Ancient India has left a wealth of material remains. Stone temples in South India and brick monasteries in Eastern India showcase the architectural prowess of the time. However, most remains lie buried in mounds across the country. Excavations have revealed only a fraction of the material culture, offering glimpses into ancient life.
Excavation Techniques
Excavations primarily occur through vertical digging, providing a chronological sequence of material culture. Horizontal excavations are rare due to high costs. This limitation means that many excavated sites do not present a complete picture of life in ancient India.
Preservation Conditions
The state of preservation of ancient remains varies by region. In the dry climates of Western Uttar Pradesh and Rajasthan, artefacts are better preserved. Conversely, in the humid conditions of the Middle Gangetic basin, iron tools corrode, and mud structures are difficult to detect. Significant remains are typically found in burnt brick or stone structures.
Ancient Settlements
Excavations have uncovered cities established around 2500 B.C. in northwestern India, revealing aspects of material culture in the Gangetic basin. Findings illustrate settlement layouts, pottery types, housing forms, food sources, and tools used by the inhabitants.
Megaliths and Burial Practices
In South India, people buried their belongings, including tools and pottery, alongside the dead. These burial sites, known as megaliths, provide vital information about life in the Deccan region from the Iron Age onwards. Archaeology, the science of systematically excavating old mounds, helps us understand these ancient practices.
Scientific Examination of Artefacts
Artefacts recovered from excavations undergo various scientific analyses. Radiocarbon dating establishes their age. Pollen analysis reveals historical climate and vegetation, suggesting agriculture was practised in Rajasthan and Kashmir as early as 6000 B.C. Studies of metal artefacts identify sources and technological advancements, while examinations of animal bones indicate domestication and usage.
Coins in Ancient India
The study of ancient coins, known as numismatics, reveals much about economic history. Coins were primarily made of metals like copper, silver, and gold. Paper currency emerged much later, around the fourteenth century. Coin moulds, especially from the Kushan period, indicate a sophisticated monetary system.

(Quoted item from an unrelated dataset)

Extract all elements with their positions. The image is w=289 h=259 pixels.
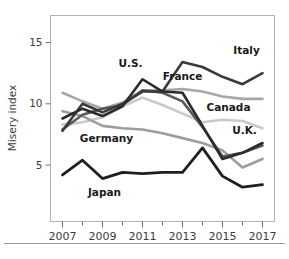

Storage and Hoarding of Coins
In ancient times, without a modern banking system, people stored coins in earthenware or brass vessels. Hoards discovered in various regions contain Indian and foreign coins, including those from the Roman Empire. These hoards are preserved in museums across India and abroad.
Cataloguing Coins
Many Indian coins are housed in museums in Calcutta, Patna, Lucknow, Delhi, Jaipur, Bombay, and Madras. Collections from Nepal, Bangladesh, Pakistan, and Afghanistan also include Indian coins. British officials during colonial rule transferred numerous coins to collections in Britain. Catalogues exist for many dynasties, but many coins remain uncatalogued.
Evolution of Coins
Early coins featured simple symbols. Later coins included the names of kings, deities, or dates, indicating their circulation regions. This information aids in reconstructing the histories of various ruling dynasties, especially the Indo-Greeks.
Trade and Commerce
Coins illuminate the economic landscape of ancient India. Some coins were issued by merchant guilds, indicating the importance of crafts and commerce. The post-Maurya period saw a surge in coin production, especially gold coins from the Gupta era, suggesting flourishing trade. However, a decline in post-Gupta times is evident from the scarcity of coins.
Importance of Inscriptions
Inscriptions, more important than coins, are studied through epigraphy. They were carved on various mediums, including seals, stone pillars, and copper plates. The earliest inscriptions date back to the third century B.C., primarily in Prakrit, with Sanskrit becoming prevalent by the second century A.D.
Preservation of Inscriptions
Inscriptions are preserved in various museums, with the largest collection in the office of the Chief Epigraphist in Mysore. Despite many inscriptions being catalogued, over 50,000 remain unpublished, primarily from South India.
Harappan Inscriptions
Harappan inscriptions, dating around 2500 B.C., are largely undeciphered. The oldest deciphered inscriptions belong to Emperor Ashoka in the third century B.C. These inscriptions were engraved in Brahmi and Kharosthi scripts, with Brahmi becoming the dominant script across India.
Types of Inscriptions
Inscriptions convey royal decrees, religious dedications, and eulogies of kings. They document social, religious, and administrative matters. Some inscriptions are votive, while others record donations for religious purposes. Land grant inscriptions are crucial for understanding land systems and administration in ancient India.
Languages of Inscriptions
Inscriptions were written in various languages, including Prakrit, Sanskrit, Tamil, and Telugu. They reflect the linguistic diversity of ancient India and provide vital information about regional governance and cultural practices.
Archaeological Significance
The study of material remains, coins, and inscriptions collectively enhances our understanding of ancient Indian society. They reveal aspects of daily life, economic systems, religious practices, and governance structures, contributing to a richer historical narrative.